No, No. 81 for the Cubs doesn’t stand a chance to make the team, so any fantasy players who might have been in attendance Saturday at the Cubs-White Sox, settle down.

But if he was evaluated on enthusiasm alone, the man wearing the high-numbered Cubs uniform could become the team’s cleanup hitter.

Mark Stein is his name, and he is the longtime manager for Max Weinberg, Bruce Springsteen’s drummer in the E Street Band. The seeds for his day in uniform actually started a couple of days earlier, when the Chicago resident and Cubs fan reached out to manager Joe Maddon and invited him to last Thursday night’s Phoenix concert as a special guest.

Maddon and his wife, Jaye, not only went to the show, but they went early and met Weinberg backstage, and even had their picture taken on stage at his drum kit (yes, very early, way before the show).

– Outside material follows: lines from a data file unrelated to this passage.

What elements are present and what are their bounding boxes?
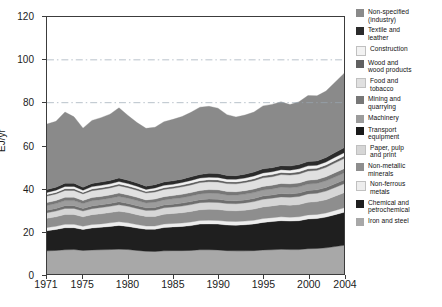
legend-item-label: Iron and steel	[368, 217, 409, 225]
legend-item-label: Textile andleather	[368, 26, 400, 41]
legend-swatch-icon	[356, 46, 366, 56]
legend-item-label-line2: metals	[370, 188, 390, 195]
x-tick-label: 1975	[71, 278, 94, 290]
legend-item[interactable]: Paper, pulpand print	[356, 144, 442, 159]
x-tick-label: 2000	[297, 278, 320, 290]
legend-swatch-icon	[356, 145, 366, 155]
y-tick-label: 120	[0, 11, 34, 22]
legend-item[interactable]: Chemical andpetrochemical	[356, 199, 442, 214]
chart-figure: EJ/yr 020406080100120 197119751980198519…	[0, 0, 442, 307]
legend-swatch-icon	[356, 115, 364, 123]
legend-item-label: Transportequipment	[368, 126, 399, 141]
legend-swatch-icon	[356, 181, 366, 191]
legend-swatch-icon	[356, 200, 364, 208]
x-tick-label: 1985	[161, 278, 184, 290]
legend-item[interactable]: Non-specified(industry)	[356, 8, 442, 23]
y-tick-label: 100	[0, 54, 34, 65]
legend-item-label: Chemical andpetrochemical	[368, 199, 410, 214]
x-tick-mark	[263, 275, 264, 279]
legend-item[interactable]: Machinery	[356, 114, 442, 123]
legend-swatch-icon	[356, 127, 364, 135]
legend-swatch-icon	[356, 9, 364, 17]
legend-item-label-line2: tobacco	[370, 85, 393, 92]
legend-item-label: Construction	[370, 45, 408, 53]
legend-swatch-icon	[356, 60, 364, 68]
chart-legend: Non-specified(industry)Textile andleathe…	[356, 8, 442, 229]
x-tick-mark	[345, 275, 346, 279]
legend-swatch-icon	[356, 96, 364, 104]
x-tick-label: 1990	[206, 278, 229, 290]
legend-item-label-line2: and print	[370, 151, 396, 158]
legend-item[interactable]: Non-metallicminerals	[356, 162, 442, 177]
plot-area	[46, 16, 345, 275]
legend-item-label: Machinery	[368, 114, 399, 122]
legend-item-label: Food andtobacco	[370, 77, 398, 92]
legend-item[interactable]: Construction	[356, 45, 442, 56]
legend-swatch-icon	[356, 163, 364, 171]
x-tick-mark	[46, 275, 47, 279]
legend-item-label-line2: minerals	[368, 170, 393, 177]
x-tick-label: 1971	[34, 278, 57, 290]
x-tick-label: 1995	[252, 278, 275, 290]
legend-item-label-line2: equipment	[368, 133, 399, 140]
x-tick-mark	[173, 275, 174, 279]
legend-swatch-icon	[356, 78, 366, 88]
x-tick-mark	[82, 275, 83, 279]
legend-swatch-icon	[356, 27, 364, 35]
legend-item[interactable]: Wood andwood products	[356, 59, 442, 74]
y-tick-label: 40	[0, 183, 34, 194]
y-tick-label: 0	[0, 270, 34, 281]
legend-item-label-line2: petrochemical	[368, 206, 410, 213]
legend-item-label-line2: wood products	[368, 66, 412, 73]
legend-item-label-line2: quarrying	[368, 103, 396, 110]
x-tick-mark	[309, 275, 310, 279]
legend-item-label: Wood andwood products	[368, 59, 412, 74]
x-tick-label: 1980	[116, 278, 139, 290]
y-tick-label: 60	[0, 140, 34, 151]
legend-item[interactable]: Iron and steel	[356, 217, 442, 226]
legend-item-label: Non-metallicminerals	[368, 162, 405, 177]
legend-item-label: Paper, pulpand print	[370, 144, 404, 159]
legend-item[interactable]: Transportequipment	[356, 126, 442, 141]
legend-item[interactable]: Food andtobacco	[356, 77, 442, 92]
y-tick-label: 80	[0, 97, 34, 108]
legend-item-label: Non-specified(industry)	[368, 8, 409, 23]
stacked-area-chart	[47, 17, 344, 274]
legend-swatch-icon	[356, 218, 364, 226]
x-tick-label: 2004	[333, 278, 356, 290]
legend-item-label: Mining andquarrying	[368, 95, 401, 110]
x-tick-mark	[218, 275, 219, 279]
legend-item-label-line2: leather	[368, 34, 389, 41]
legend-item[interactable]: Non-ferrousmetals	[356, 180, 442, 195]
x-tick-mark	[128, 275, 129, 279]
legend-item-label-line2: (industry)	[368, 16, 396, 23]
legend-item[interactable]: Textile andleather	[356, 26, 442, 41]
legend-item[interactable]: Mining andquarrying	[356, 95, 442, 110]
y-tick-label: 20	[0, 226, 34, 237]
legend-item-label: Non-ferrousmetals	[370, 180, 405, 195]
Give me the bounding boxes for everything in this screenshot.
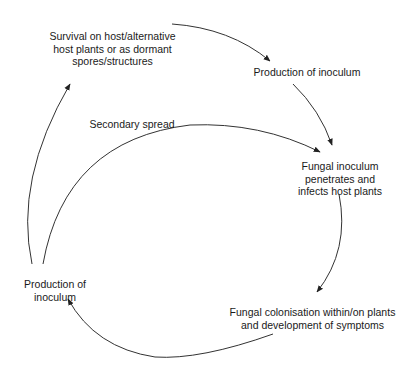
node-survival-line-1: Survival on host/alternative (40, 30, 185, 43)
node-colonisation-line-2: and development of symptoms (225, 319, 400, 332)
arrow-secondary-spread (43, 125, 320, 264)
node-production-of-inoculum-left: Production of inoculum (15, 278, 95, 303)
node-survival-line-3: spores/structures (40, 55, 185, 68)
node-production-left-line-1: Production of (15, 278, 95, 291)
node-penetrates-line-2: penetrates and (290, 173, 390, 186)
arrow-production-left-to-survival (28, 84, 70, 264)
node-penetrates-line-3: infects host plants (290, 185, 390, 198)
node-production-of-inoculum-top: Production of inoculum (232, 66, 382, 79)
node-survival-line-2: host plants or as dormant (40, 43, 185, 56)
arrow-penetrates-to-colonisation (317, 194, 342, 292)
node-penetrates-line-1: Fungal inoculum (290, 160, 390, 173)
edge-label-secondary-spread: Secondary spread (82, 118, 182, 131)
arrow-production-to-penetrates (293, 84, 332, 145)
secondary-spread-label: Secondary spread (82, 118, 182, 131)
node-survival: Survival on host/alternative host plants… (40, 30, 185, 68)
node-fungal-colonisation: Fungal colonisation within/on plants and… (225, 306, 400, 331)
node-colonisation-line-1: Fungal colonisation within/on plants (225, 306, 400, 319)
node-production-left-line-2: inoculum (15, 291, 95, 304)
arrow-survival-to-production (172, 24, 270, 61)
node-fungal-inoculum-penetrates: Fungal inoculum penetrates and infects h… (290, 160, 390, 198)
node-production-top-line-1: Production of inoculum (232, 66, 382, 79)
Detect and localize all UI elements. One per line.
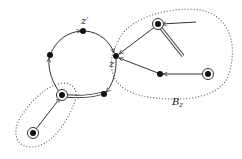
node-far-right [203, 69, 214, 80]
edge-lone-to-hub [33, 98, 60, 133]
label-region-b: Bz [171, 96, 183, 109]
edge-external-to-topright [162, 22, 196, 24]
node-hub-bottom-left [57, 90, 68, 101]
node-z-prime [80, 28, 86, 34]
node-left [47, 52, 53, 58]
node-top-right [153, 19, 164, 30]
label-z: z [108, 58, 115, 69]
edge-topright-to-z [119, 26, 156, 54]
arc-left-to-zprime [50, 31, 81, 55]
node-bottom-circle [101, 91, 107, 97]
arc-hub-to-left [49, 58, 60, 93]
region-b-z [111, 9, 232, 99]
graph-diagram: z′ z Bz [0, 0, 242, 159]
node-lone-bottom-left [28, 128, 39, 139]
arc-zprime-to-z [85, 31, 114, 53]
edge-midright-to-z [119, 58, 158, 73]
label-z-prime: z′ [80, 15, 89, 26]
node-mid-right [157, 71, 163, 77]
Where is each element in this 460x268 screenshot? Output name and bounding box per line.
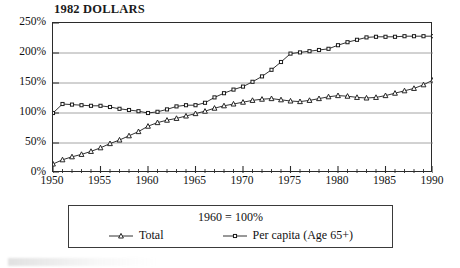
x-axis-tick-label: 1970 bbox=[231, 174, 254, 186]
x-axis-tick-label: 1990 bbox=[421, 174, 444, 186]
y-axis-tick-label: 150% bbox=[19, 75, 46, 87]
chart-title: 1982 DOLLARS bbox=[54, 2, 145, 17]
legend-marker-icon bbox=[108, 231, 134, 241]
x-axis-tick-label: 1975 bbox=[278, 174, 301, 186]
legend-label: Per capita (Age 65+) bbox=[253, 228, 353, 243]
y-axis-tick-label: 250% bbox=[19, 15, 46, 27]
series-total bbox=[53, 77, 433, 166]
x-axis-tick-label: 1980 bbox=[326, 174, 349, 186]
x-axis-tick-label: 1950 bbox=[41, 174, 64, 186]
legend-entry-per-capita: Per capita (Age 65+) bbox=[222, 228, 353, 243]
x-axis-ticks bbox=[53, 166, 433, 173]
chart-page: 1982 DOLLARS 0%50%100%150%200%250% 19501… bbox=[0, 0, 460, 268]
y-axis-tick-label: 50% bbox=[25, 135, 46, 147]
y-axis-tick-label: 200% bbox=[19, 45, 46, 57]
x-axis-tick-label: 1985 bbox=[373, 174, 396, 186]
data-series-layer bbox=[53, 35, 433, 166]
x-axis-tick-label: 1955 bbox=[88, 174, 111, 186]
y-axis-ticks bbox=[53, 23, 59, 173]
legend-entry-total: Total bbox=[108, 228, 164, 243]
chart-plot-svg bbox=[53, 23, 433, 173]
y-axis-tick-label: 100% bbox=[19, 105, 46, 117]
x-axis-tick-label: 1960 bbox=[136, 174, 159, 186]
legend: 1960 = 100% TotalPer capita (Age 65+) bbox=[68, 205, 393, 248]
legend-entries: TotalPer capita (Age 65+) bbox=[69, 228, 392, 243]
legend-label: Total bbox=[139, 228, 164, 243]
scan-artifact bbox=[8, 258, 158, 266]
legend-marker-icon bbox=[222, 231, 248, 241]
x-axis-tick-label: 1965 bbox=[183, 174, 206, 186]
plot-area bbox=[52, 22, 432, 172]
legend-note: 1960 = 100% bbox=[69, 210, 392, 225]
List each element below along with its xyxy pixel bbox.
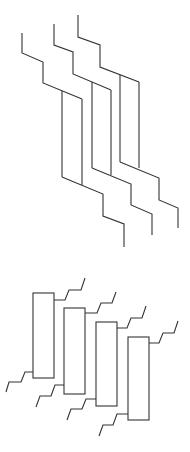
lower-rectangle-components: [6, 278, 178, 436]
lead-top-right: [85, 292, 116, 313]
component-body: [64, 308, 85, 394]
lead-bottom-left: [6, 372, 33, 392]
path-3: [78, 15, 178, 228]
lead-bottom-segment: [92, 168, 152, 235]
component-body: [128, 337, 149, 420]
lead-top-segment: [54, 24, 111, 90]
upper-staggered-lead-paths: [22, 15, 178, 247]
lead-bottom-segment: [62, 177, 124, 247]
lead-top-right: [149, 321, 178, 343]
lead-bottom-segment: [120, 162, 178, 228]
line-drawing: [0, 0, 190, 452]
component-body: [33, 293, 54, 378]
lead-top-right: [117, 306, 146, 328]
lead-top-segment: [78, 15, 139, 82]
component-body: [96, 322, 117, 406]
lead-bottom-left: [67, 399, 96, 420]
lead-bottom-left: [36, 385, 64, 407]
lead-bottom-left: [99, 414, 128, 436]
lead-top-right: [54, 278, 85, 300]
diagram-canvas: [0, 0, 190, 452]
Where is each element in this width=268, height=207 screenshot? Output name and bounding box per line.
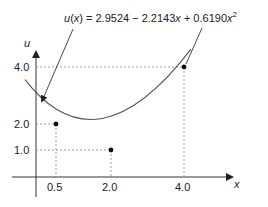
quadratic-fit-diagram: u(x) = 2.9524 − 2.2143x + 0.6190x2 u x 4… [0, 0, 268, 207]
y-tick: 2.0 [14, 118, 29, 130]
data-point [109, 148, 114, 153]
guide-lines [36, 67, 184, 177]
x-tick: 4.0 [175, 181, 190, 193]
y-tick: 4.0 [14, 61, 29, 73]
leader-line-right [186, 28, 202, 64]
y-axis-label: u [24, 37, 30, 49]
leader-line-left [42, 29, 73, 101]
equation-label: u(x) = 2.9524 − 2.2143x + 0.6190x2 [64, 10, 238, 24]
x-tick: 2.0 [102, 181, 117, 193]
fitted-curve [25, 49, 191, 119]
y-tick: 1.0 [14, 144, 29, 156]
x-tick: 0.5 [47, 181, 62, 193]
x-axis-label: x [233, 178, 240, 190]
data-point [182, 65, 187, 70]
data-point [54, 122, 59, 127]
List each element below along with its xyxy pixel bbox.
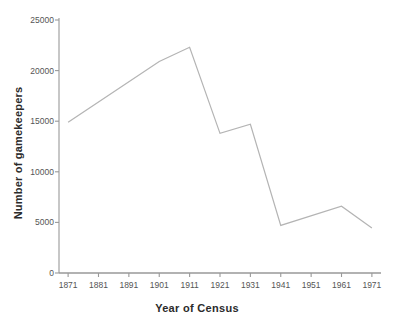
line-chart: 0500010000150002000025000 Number of game… — [0, 0, 394, 322]
axes-group — [59, 18, 381, 273]
plot-area — [0, 0, 394, 322]
x-tick-label: 1891 — [119, 280, 138, 290]
x-tick-label: 1961 — [332, 280, 351, 290]
x-tick-label: 1941 — [271, 280, 290, 290]
x-tick-label: 1921 — [211, 280, 230, 290]
gamekeepers-line — [68, 47, 372, 228]
y-axis-title: Number of gamekeepers — [12, 63, 24, 243]
data-series-group — [68, 47, 372, 228]
x-tick-label: 1971 — [362, 280, 381, 290]
x-tick-label: 1931 — [241, 280, 260, 290]
x-tick-label: 1871 — [59, 280, 78, 290]
x-tick-label: 1951 — [302, 280, 321, 290]
y-axis-ticks — [55, 20, 59, 273]
x-tick-label: 1901 — [150, 280, 169, 290]
x-tick-label: 1911 — [180, 280, 198, 290]
x-axis-title: Year of Census — [0, 302, 394, 314]
x-tick-label: 1881 — [89, 280, 108, 290]
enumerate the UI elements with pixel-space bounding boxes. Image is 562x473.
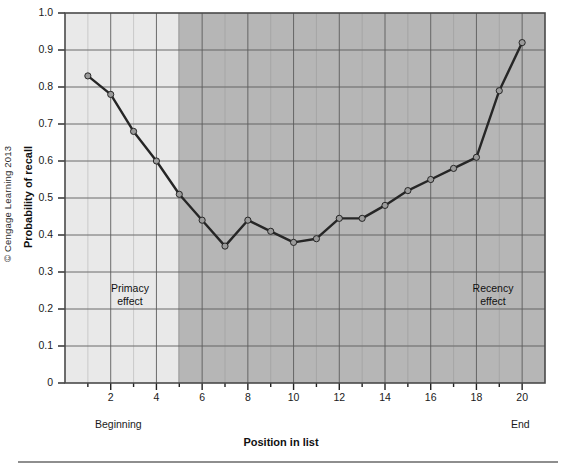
data-point [176,191,182,197]
annotation-primacy-effect: Primacy effect [100,282,160,308]
data-point [222,243,228,249]
data-point [428,176,434,182]
data-point [245,217,251,223]
data-point [268,228,274,234]
data-point [199,217,205,223]
y-tick-label: 0.6 [23,154,53,166]
y-tick-label: 0.5 [23,191,53,203]
y-tick-label: 0.9 [23,43,53,55]
y-tick-label: 0.3 [23,265,53,277]
data-point [382,202,388,208]
data-point [108,91,114,97]
data-point [405,188,411,194]
y-tick-label: 0 [23,376,53,388]
y-tick-label: 0.4 [23,228,53,240]
x-tick-label: 14 [373,391,397,403]
x-axis-begin-label: Beginning [95,418,142,430]
data-point [290,239,296,245]
annotation-recency-effect: Recency effect [462,282,524,308]
y-tick-label: 1.0 [23,6,53,18]
data-point [519,40,525,46]
y-tick-label: 0.2 [23,302,53,314]
data-point [313,236,319,242]
copyright-notice: © Cengage Learning 2013 [2,112,14,262]
data-point [153,158,159,164]
x-tick-label: 12 [327,391,351,403]
data-point [85,73,91,79]
data-point [130,128,136,134]
x-tick-label: 8 [236,391,260,403]
data-point [336,215,342,221]
data-point [473,154,479,160]
y-tick-label: 0.1 [23,339,53,351]
figure-divider-rule [18,461,558,463]
data-point [496,88,502,94]
x-tick-label: 2 [99,391,123,403]
y-tick-label: 0.7 [23,117,53,129]
x-tick-label: 18 [464,391,488,403]
data-point [450,165,456,171]
x-tick-label: 20 [510,391,534,403]
x-axis-end-label: End [511,418,530,430]
x-tick-label: 16 [419,391,443,403]
x-tick-label: 10 [282,391,306,403]
serial-position-curve-figure: Probability of recall Position in list B… [0,0,562,473]
y-tick-label: 0.8 [23,80,53,92]
data-point [359,215,365,221]
x-tick-label: 4 [144,391,168,403]
x-tick-label: 6 [190,391,214,403]
x-axis-label: Position in list [0,436,562,448]
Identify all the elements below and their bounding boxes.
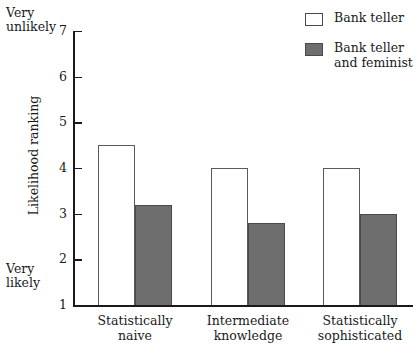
legend-item-bank-teller-and-feminist: Bank teller and feminist <box>305 41 417 70</box>
likelihood-ranking-bar-chart: Very unlikely Very likely Likelihood ran… <box>0 0 418 362</box>
y-tick-label-1: 1 <box>51 297 67 312</box>
bar-group2-bank-teller <box>211 168 248 305</box>
open-square-swatch-icon <box>305 13 323 26</box>
y-axis-top-anchor-label: Very unlikely <box>6 6 56 34</box>
bar-group3-bank-teller-and-feminist <box>360 214 397 305</box>
legend-label-bank-teller: Bank teller <box>334 11 404 26</box>
y-tick-label-3: 3 <box>51 206 67 221</box>
y-axis-bottom-anchor-label: Very likely <box>6 262 40 290</box>
x-category-label-2: Intermediate knowledge <box>183 313 313 343</box>
bar-group2-bank-teller-and-feminist <box>248 223 285 305</box>
legend-item-bank-teller: Bank teller <box>305 11 417 26</box>
filled-square-swatch-icon <box>305 43 323 56</box>
y-tick-label-7: 7 <box>51 23 67 38</box>
y-tick-label-5: 5 <box>51 114 67 129</box>
legend-label-bank-teller-and-feminist: Bank teller and feminist <box>334 41 413 70</box>
x-axis-line <box>73 305 413 307</box>
bar-group3-bank-teller <box>323 168 360 305</box>
bar-group1-bank-teller <box>98 145 135 305</box>
bar-group1-bank-teller-and-feminist <box>135 205 172 305</box>
y-tick-label-2: 2 <box>51 251 67 266</box>
x-category-label-3: Statistically sophisticated <box>295 313 418 343</box>
y-tick-label-6: 6 <box>51 69 67 84</box>
x-category-label-1: Statistically naive <box>70 313 200 343</box>
y-tick-label-4: 4 <box>51 160 67 175</box>
chart-legend: Bank teller Bank teller and feminist <box>305 11 417 85</box>
y-axis-title: Likelihood ranking <box>26 86 41 226</box>
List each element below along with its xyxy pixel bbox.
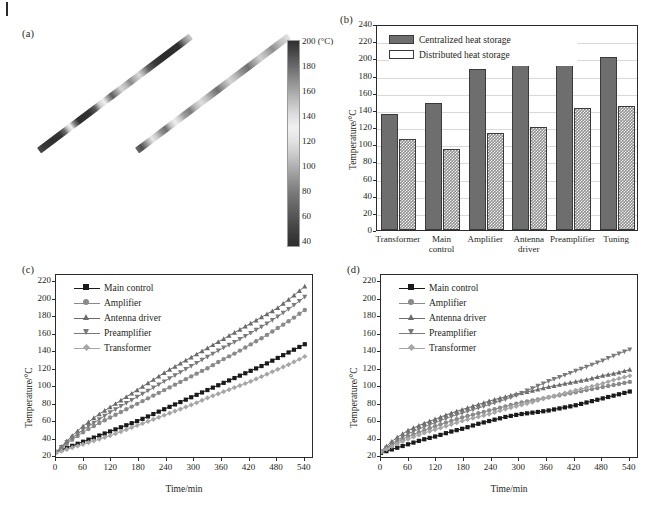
y-tick-label: 20 (23, 450, 51, 460)
x-tick-mark (629, 458, 630, 461)
colorbar-tick-40: 40 (302, 236, 311, 246)
y-tick-label: 80 (348, 398, 376, 408)
legend-marker-triangle-down-icon (74, 329, 100, 337)
legend-item-preamplifier: Preamplifier (399, 327, 476, 339)
y-tick-label: 60 (344, 174, 372, 184)
bar (556, 57, 573, 230)
legend-item-amplifier: Amplifier (74, 297, 141, 309)
legend-marker-diamond-icon (74, 344, 100, 352)
colorbar-gradient (287, 40, 300, 247)
y-tick-label: 180 (344, 71, 372, 81)
legend-marker (408, 299, 414, 305)
series-antenna-driver (56, 284, 307, 454)
y-tick-label: 40 (348, 433, 376, 443)
y-tick-label: 100 (348, 380, 376, 390)
bar (443, 149, 460, 231)
legend-item-main-control: Main control (399, 282, 478, 294)
legend-marker-diamond-icon (399, 344, 425, 352)
legend-label: Preamplifier (429, 328, 476, 338)
x-tick-mark (518, 458, 519, 461)
y-tick-label: 100 (23, 380, 51, 390)
category-label: Tuning (588, 234, 644, 244)
x-tick-mark (435, 458, 436, 461)
legend-item-distributed: Distributed heat storage (389, 48, 510, 61)
x-tick-mark (463, 458, 464, 461)
panel-c-x-axis-title: Time/min (55, 484, 313, 494)
panel-d-plot-area: Main controlAmplifierAntenna driverPream… (380, 274, 638, 458)
y-tick-label: 240 (344, 19, 372, 29)
y-tick-label: 160 (348, 328, 376, 338)
gridline (377, 129, 637, 130)
legend-marker (408, 314, 414, 320)
y-tick-label: 80 (344, 156, 372, 166)
panel-a-label: (a) (22, 28, 34, 39)
x-tick-mark (408, 458, 409, 461)
y-tick-label: 140 (348, 345, 376, 355)
y-tick-label: 220 (348, 275, 376, 285)
legend-label: Amplifier (104, 298, 141, 308)
legend-item-transformer: Transformer (399, 342, 476, 354)
y-tick-mark (373, 231, 376, 232)
x-tick-mark (221, 458, 222, 461)
figure-root: (a) 200 (°C) 180 160 140 120 100 80 60 4… (0, 0, 654, 515)
legend-marker-triangle-down-icon (399, 329, 425, 337)
bar (381, 114, 398, 230)
y-tick-label: 120 (344, 122, 372, 132)
x-tick-mark (574, 458, 575, 461)
legend-label: Antenna driver (429, 313, 486, 323)
panel-d-x-axis-title: Time/min (380, 484, 638, 494)
legend-label-distributed: Distributed heat storage (419, 50, 510, 60)
y-tick-label: 160 (344, 88, 372, 98)
gridline (377, 95, 637, 96)
y-tick-label: 20 (348, 450, 376, 460)
series-main-control (56, 342, 307, 454)
legend-label: Preamplifier (104, 328, 151, 338)
x-tick-mark (138, 458, 139, 461)
legend-marker (408, 329, 414, 335)
panel-c-line-chart: (c) Temperature/°C 204060801001201401601… (0, 258, 330, 515)
legend-marker-triangle-up-icon (399, 314, 425, 322)
x-tick-mark (193, 458, 194, 461)
panel-b-plot-area: Centralized heat storage Distributed hea… (376, 25, 638, 231)
panel-a-thermal-images: (a) 200 (°C) 180 160 140 120 100 80 60 4… (0, 0, 330, 258)
y-tick-label: 60 (348, 415, 376, 425)
panel-d-label: (d) (347, 264, 360, 275)
x-tick-label: 540 (613, 462, 645, 472)
legend-marker (83, 314, 89, 320)
y-tick-label: 120 (348, 363, 376, 373)
legend-marker (82, 343, 89, 350)
x-tick-mark (601, 458, 602, 461)
y-tick-label: 140 (23, 345, 51, 355)
thermal-rod-left (37, 34, 193, 154)
legend-label: Transformer (104, 343, 151, 353)
colorbar-tick-80: 80 (302, 186, 311, 196)
x-tick-mark (276, 458, 277, 461)
legend-label: Amplifier (429, 298, 466, 308)
panel-c-label: (c) (22, 264, 34, 275)
x-tick-mark (55, 458, 56, 461)
y-tick-label: 80 (23, 398, 51, 408)
legend-marker (83, 329, 89, 335)
y-tick-label: 60 (23, 415, 51, 425)
colorbar-tick-160: 160 (302, 86, 316, 96)
bar (574, 108, 591, 230)
bar (530, 127, 547, 230)
legend-label: Main control (104, 283, 153, 293)
legend-marker (408, 284, 414, 290)
y-tick-label: 180 (23, 310, 51, 320)
y-tick-label: 20 (344, 208, 372, 218)
y-tick-label: 200 (344, 53, 372, 63)
y-tick-label: 180 (348, 310, 376, 320)
panel-d-line-chart: (d) Temperature/°C 204060801001201401601… (325, 258, 654, 515)
thermal-rod-right (135, 34, 291, 154)
bar (425, 103, 442, 230)
bar (469, 69, 486, 230)
legend-item-antenna-driver: Antenna driver (399, 312, 486, 324)
colorbar-tick-60: 60 (302, 211, 311, 221)
y-tick-label: 40 (23, 433, 51, 443)
x-tick-mark (546, 458, 547, 461)
colorbar-tick-200: 200 (°C) (302, 36, 333, 46)
legend-swatch-distributed (389, 50, 414, 59)
legend-marker-square-icon (74, 284, 100, 292)
y-tick-label: 200 (23, 293, 51, 303)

“It was great. They played for three-and-a-half hours, high energy, without even taking a break. Phenomenal,” says Maddon, who is a longtime Springsteen fan and, in return, invited Stein to spend a day at Cubs camp.

Though he didn’t get any action, Stein did get to take some dry swings in the batting cage just after the Cubs left the field. Maybe positioning himself to be a September call-up?

 

9a. Rock ‘n’ Roll Lyric of the Week

Jake Peavy’s Hero Jam, designed to “celebrate the service and honor of our U.S. military personnel,” was a rockin’ good time at Live Wire in Scottsdale on Sunday night. Proceeds went to the United Service Organizations’ Transition 360 Alliance, and Peavy was backed by a band of crack musicians, including Doug Pettibone, longtime guitarist for Lucinda Williams; Jimmy Hall, former lead singer of Wet Willie (“Keep on Smilin'”); and Coy Bowles, guitarist for the Zac Brown Band. Peter Gammons, the legendary baseball writer, even joined them on stage to play guitar and sing one song. Nice set list, too, including Peavy taking the vocals on this gem…

“Now me and my mate were back at the shack, we had Spike Jones on the box

“She said, ‘I can’t take the way he sings, but I love to hear him talk’

“Now that just gave my heart a throb, to the bottom of my feet

“And I swore as I took another pull, my Bessie can’t be beat

“Up on Cripple Creek she sends me

“If I spring a leak she mends me

“I don’t have to speak, she defends me

“A drunkard’s dream if I ever did see one”

— The Band, Up On Cripple Creek

 

Scott Miller covers Major League Baseball as a national columnist for Bleacher Report.